Not releasing texture memory on data.unload()
10 August 2017 03:11
I'm working on an application that has several environments which are swapped in and out by calls to data.unload() and data.load(). This is working except that b4w doesn't seem to be releasing texture memory when an environment is unloaded. Debugging the memory usage shows it increasing as new scenes are loaded, but not decreasing when they are unloaded. This is causing browsers on some mobile devices to crash once they've swapped between several environments. Any ideas on what might be causing this?
10 August 2017 11:38
11 August 2017 14:51
I've put together a simple project that reproduces the issue. You can download it here: https://drive.google.com/open?id=0B_nuwEOI7MTkQlp0S0RsdmExSXc
The issue is specifically occurring on the IPhone 6 on safari, it may be ocurring on other browsers as well. There are three scenes with different textures, click the buttons to change the scenes. I'm writing out the amount of consumed texture memory as reported by blend4web which appears to be fine, but if you inspect the amount of memory consumed on the device in the safari dev tools it keeps increasing as the scenes are swapped. Eventually when the memory consumption is high enough it will crash the browser and the site is reloaded.
Also just to note these aren't the textures or environments I'm using in our application, I just chose these large textures to show the issue.
The issue is specifically occurring on the IPhone 6 on safari, it may be ocurring on other browsers as well. There are three scenes with different textures, click the buttons to change the scenes. I'm writing out the amount of consumed texture memory as reported by blend4web which appears to be fine, but if you inspect the amount of memory consumed on the device in the safari dev tools it keeps increasing as the scenes are swapped. Eventually when the memory consumption is high enough it will crash the browser and the site is reloaded.
Also just to note these aren't the textures or environments I'm using in our application, I just chose these large textures to show the issue.
11 August 2017 20:15
12 August 2017 15:39
14 August 2017 10:39
Are you able to give an estimate for when you may be able to look into it and potentially submit a fix?Probably this or next week. We will try to fix it before the upcoming 17.08 release, which is planned at the end of this month. Also, the update for 17.06 LTS should come out a bit earlier.
18 August 2017 16:37
Hi, yes we've managed to found the reason of these memory leaks and have already fixed it. It's most likely that we will release LTS 17.06.3 today with this fix included.
Let me explain it a bit: this bug was related to a texture cache that the engine uses for dynamically loaded scenes to speed up the loading of the same resources (this is especially noticeable, when swapping through the same several scenes multiple times). This cache suffered from memory leaks and just failed to work in some cases. Now, with the mentioned fix you should be able to load scenes in the test project you attached above without crashing.
BUT, the cache still can grow, of course not so excessively as before the fix, but it can. It perfectly suits for configurator applications with the limited amount of resources, but if you need to load/unload many big and different scenes, e.g. different locations, game levels or something similar you should consider disabling the cache at all. For this reason we've also added the configuration parameter "enable_texture_cache", which you can set to "false" and pass into the app.init() method along with others.
Let me explain it a bit: this bug was related to a texture cache that the engine uses for dynamically loaded scenes to speed up the loading of the same resources (this is especially noticeable, when swapping through the same several scenes multiple times). This cache suffered from memory leaks and just failed to work in some cases. Now, with the mentioned fix you should be able to load scenes in the test project you attached above without crashing.
BUT, the cache still can grow, of course not so excessively as before the fix, but it can. It perfectly suits for configurator applications with the limited amount of resources, but if you need to load/unload many big and different scenes, e.g. different locations, game levels or something similar you should consider disabling the cache at all. For this reason we've also added the configuration parameter "enable_texture_cache", which you can set to "false" and pass into the app.init() method along with others.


**TASK GOAL:**
Give the number of lines below that contain the string "Communications", and no other text.
%%
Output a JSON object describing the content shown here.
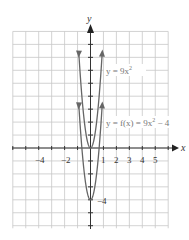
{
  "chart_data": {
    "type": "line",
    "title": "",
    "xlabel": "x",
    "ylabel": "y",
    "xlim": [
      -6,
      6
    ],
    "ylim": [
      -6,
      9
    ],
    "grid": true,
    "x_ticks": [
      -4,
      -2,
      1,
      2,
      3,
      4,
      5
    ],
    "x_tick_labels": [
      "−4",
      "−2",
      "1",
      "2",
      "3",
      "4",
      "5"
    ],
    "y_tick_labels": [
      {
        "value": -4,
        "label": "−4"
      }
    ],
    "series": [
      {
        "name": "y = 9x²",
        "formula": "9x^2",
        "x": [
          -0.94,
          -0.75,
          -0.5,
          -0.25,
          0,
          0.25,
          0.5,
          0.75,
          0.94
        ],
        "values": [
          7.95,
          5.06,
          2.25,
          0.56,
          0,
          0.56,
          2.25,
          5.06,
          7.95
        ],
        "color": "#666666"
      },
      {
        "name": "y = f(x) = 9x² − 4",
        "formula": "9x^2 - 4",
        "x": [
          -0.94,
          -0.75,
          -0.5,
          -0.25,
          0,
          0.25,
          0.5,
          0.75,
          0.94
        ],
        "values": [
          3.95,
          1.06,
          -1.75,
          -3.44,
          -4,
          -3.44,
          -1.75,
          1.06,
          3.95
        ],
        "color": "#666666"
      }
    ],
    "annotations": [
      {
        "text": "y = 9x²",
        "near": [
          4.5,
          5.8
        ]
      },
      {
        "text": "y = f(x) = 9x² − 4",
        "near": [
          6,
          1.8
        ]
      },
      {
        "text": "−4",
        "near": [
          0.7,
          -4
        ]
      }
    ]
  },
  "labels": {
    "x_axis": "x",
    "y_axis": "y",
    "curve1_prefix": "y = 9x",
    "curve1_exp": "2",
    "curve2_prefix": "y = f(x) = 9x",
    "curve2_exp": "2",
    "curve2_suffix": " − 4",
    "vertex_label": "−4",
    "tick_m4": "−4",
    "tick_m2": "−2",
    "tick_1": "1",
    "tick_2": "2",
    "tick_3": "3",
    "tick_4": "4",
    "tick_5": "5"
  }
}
%%
%%
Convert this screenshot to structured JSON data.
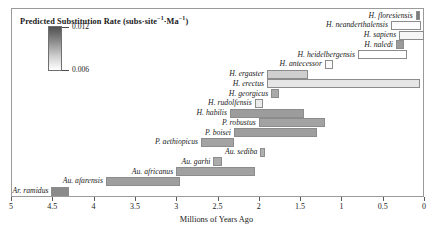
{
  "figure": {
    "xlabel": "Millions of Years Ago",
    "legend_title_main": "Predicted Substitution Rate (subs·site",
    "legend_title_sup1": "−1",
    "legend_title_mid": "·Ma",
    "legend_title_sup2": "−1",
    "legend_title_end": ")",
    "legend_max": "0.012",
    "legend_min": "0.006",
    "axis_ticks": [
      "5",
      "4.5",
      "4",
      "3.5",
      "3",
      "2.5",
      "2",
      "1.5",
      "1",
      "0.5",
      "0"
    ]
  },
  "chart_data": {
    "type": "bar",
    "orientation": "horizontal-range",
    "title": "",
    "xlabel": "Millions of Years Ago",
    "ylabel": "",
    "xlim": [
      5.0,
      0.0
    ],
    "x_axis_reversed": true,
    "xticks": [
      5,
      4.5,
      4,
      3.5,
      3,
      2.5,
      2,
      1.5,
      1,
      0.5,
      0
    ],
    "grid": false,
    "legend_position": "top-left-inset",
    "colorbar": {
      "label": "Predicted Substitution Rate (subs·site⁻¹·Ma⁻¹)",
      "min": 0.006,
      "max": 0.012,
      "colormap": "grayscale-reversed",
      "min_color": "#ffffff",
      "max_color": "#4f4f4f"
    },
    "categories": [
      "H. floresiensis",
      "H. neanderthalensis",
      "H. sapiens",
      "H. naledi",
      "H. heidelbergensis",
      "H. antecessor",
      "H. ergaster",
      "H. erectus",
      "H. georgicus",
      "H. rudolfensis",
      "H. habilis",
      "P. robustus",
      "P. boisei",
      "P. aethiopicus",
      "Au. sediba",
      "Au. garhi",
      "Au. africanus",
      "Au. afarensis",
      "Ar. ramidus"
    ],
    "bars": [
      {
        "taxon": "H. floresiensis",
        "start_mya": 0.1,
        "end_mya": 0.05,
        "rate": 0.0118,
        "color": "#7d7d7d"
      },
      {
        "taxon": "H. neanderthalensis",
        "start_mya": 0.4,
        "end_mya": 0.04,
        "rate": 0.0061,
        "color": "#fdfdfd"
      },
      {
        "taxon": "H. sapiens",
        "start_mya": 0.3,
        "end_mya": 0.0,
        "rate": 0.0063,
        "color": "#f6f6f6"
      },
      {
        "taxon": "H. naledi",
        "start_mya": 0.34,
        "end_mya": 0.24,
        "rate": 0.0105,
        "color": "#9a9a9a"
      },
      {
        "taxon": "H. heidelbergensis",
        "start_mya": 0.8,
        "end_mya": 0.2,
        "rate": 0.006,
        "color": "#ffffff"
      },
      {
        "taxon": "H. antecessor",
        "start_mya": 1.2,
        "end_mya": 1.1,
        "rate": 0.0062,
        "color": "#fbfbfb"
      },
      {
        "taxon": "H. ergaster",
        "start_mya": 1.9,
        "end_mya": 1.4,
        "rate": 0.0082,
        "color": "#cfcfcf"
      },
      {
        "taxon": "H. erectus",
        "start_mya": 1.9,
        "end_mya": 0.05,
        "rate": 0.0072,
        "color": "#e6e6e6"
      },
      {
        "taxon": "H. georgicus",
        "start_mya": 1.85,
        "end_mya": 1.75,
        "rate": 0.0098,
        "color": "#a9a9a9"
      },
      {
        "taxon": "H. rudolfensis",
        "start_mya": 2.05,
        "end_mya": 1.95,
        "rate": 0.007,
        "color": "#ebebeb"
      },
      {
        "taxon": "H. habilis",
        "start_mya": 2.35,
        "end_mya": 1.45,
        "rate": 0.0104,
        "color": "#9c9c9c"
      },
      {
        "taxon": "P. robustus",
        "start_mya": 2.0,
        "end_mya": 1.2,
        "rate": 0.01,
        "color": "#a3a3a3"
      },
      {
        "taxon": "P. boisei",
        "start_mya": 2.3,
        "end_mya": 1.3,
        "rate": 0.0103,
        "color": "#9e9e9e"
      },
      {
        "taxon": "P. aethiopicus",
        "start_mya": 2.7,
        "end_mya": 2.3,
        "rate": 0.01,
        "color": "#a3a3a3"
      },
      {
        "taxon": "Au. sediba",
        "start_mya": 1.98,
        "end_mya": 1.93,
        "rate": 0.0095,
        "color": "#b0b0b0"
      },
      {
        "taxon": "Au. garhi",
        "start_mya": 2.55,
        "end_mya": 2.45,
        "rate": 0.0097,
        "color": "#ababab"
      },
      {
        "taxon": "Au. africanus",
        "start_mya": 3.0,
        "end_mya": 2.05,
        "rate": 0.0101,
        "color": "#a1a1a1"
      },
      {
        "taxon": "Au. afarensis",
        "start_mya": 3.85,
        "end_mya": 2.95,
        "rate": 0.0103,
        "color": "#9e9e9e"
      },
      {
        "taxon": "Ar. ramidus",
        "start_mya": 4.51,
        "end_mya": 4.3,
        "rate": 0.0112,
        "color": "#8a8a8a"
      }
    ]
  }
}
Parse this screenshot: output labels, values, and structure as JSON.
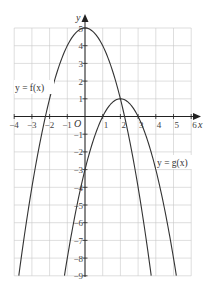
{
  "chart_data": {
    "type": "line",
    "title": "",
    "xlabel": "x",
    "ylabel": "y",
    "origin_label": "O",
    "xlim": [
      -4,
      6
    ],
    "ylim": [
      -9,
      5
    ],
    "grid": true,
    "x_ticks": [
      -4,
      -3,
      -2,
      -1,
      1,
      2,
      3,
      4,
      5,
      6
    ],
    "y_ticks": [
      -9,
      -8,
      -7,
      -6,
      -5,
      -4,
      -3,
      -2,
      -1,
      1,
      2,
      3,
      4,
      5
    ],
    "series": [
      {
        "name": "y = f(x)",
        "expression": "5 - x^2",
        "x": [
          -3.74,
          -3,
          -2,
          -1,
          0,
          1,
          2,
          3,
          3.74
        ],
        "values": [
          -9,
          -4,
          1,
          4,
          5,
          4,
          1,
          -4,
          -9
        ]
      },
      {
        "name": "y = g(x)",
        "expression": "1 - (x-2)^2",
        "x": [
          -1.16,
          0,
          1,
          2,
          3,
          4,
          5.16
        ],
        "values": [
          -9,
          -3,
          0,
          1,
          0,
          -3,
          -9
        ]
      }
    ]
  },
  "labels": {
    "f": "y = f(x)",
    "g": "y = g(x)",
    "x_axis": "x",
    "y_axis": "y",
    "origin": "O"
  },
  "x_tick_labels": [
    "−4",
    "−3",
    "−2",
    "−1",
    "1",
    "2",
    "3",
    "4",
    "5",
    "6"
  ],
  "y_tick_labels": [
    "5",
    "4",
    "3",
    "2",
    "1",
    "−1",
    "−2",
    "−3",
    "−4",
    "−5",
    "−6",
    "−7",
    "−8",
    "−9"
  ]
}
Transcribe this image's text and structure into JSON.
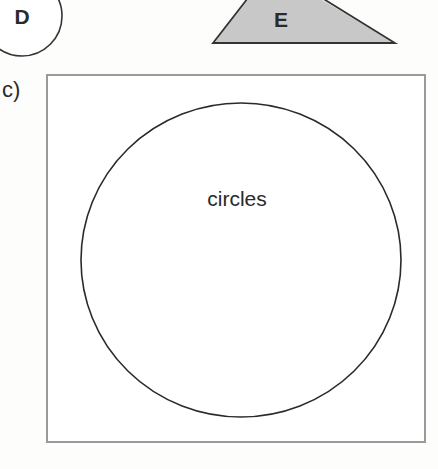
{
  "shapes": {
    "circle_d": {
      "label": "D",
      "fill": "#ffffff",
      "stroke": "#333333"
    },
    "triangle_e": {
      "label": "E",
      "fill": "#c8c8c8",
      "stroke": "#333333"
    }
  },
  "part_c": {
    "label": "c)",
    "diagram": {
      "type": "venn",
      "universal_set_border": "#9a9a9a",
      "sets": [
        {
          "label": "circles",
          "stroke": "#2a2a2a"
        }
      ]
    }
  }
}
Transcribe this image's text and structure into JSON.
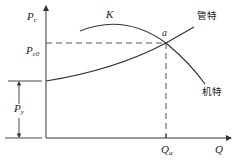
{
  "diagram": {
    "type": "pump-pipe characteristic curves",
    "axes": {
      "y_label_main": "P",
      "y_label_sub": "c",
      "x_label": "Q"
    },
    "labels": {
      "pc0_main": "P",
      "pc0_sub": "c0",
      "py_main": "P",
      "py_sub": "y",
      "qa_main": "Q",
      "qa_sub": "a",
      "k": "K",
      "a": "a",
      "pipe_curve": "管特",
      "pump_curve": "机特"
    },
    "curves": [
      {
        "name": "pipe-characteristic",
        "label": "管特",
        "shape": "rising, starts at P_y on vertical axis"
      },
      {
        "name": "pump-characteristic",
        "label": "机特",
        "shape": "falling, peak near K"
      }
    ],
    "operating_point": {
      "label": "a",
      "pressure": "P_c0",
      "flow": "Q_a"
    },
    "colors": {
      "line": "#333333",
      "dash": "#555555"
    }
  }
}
%%
%%
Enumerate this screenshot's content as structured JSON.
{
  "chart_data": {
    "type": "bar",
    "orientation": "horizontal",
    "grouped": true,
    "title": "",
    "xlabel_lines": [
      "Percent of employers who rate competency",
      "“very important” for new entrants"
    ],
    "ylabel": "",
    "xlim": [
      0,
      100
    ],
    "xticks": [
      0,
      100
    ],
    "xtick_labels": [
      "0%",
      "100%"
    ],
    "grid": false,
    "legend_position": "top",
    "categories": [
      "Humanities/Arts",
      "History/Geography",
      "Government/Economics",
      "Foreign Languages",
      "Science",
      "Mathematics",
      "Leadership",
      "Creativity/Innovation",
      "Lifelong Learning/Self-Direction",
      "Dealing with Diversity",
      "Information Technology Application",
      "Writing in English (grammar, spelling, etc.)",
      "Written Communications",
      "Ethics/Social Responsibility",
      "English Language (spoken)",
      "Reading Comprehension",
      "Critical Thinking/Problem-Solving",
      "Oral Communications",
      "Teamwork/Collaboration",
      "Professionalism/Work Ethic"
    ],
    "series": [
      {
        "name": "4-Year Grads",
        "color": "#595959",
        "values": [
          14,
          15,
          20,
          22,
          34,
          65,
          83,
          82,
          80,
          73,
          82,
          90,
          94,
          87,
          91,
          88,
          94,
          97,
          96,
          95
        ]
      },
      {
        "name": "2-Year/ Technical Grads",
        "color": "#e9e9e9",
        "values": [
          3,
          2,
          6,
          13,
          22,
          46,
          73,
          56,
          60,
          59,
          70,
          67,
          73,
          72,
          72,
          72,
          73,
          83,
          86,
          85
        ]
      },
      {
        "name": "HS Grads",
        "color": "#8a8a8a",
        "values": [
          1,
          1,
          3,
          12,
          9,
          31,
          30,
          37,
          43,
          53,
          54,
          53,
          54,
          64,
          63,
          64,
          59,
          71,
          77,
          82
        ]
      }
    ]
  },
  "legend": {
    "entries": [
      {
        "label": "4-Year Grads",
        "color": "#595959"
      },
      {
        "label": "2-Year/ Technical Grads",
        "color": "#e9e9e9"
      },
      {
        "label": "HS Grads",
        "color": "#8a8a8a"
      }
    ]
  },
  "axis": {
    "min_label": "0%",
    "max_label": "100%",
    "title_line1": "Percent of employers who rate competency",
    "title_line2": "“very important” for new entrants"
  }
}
%%
**TASK ANSWER:**
2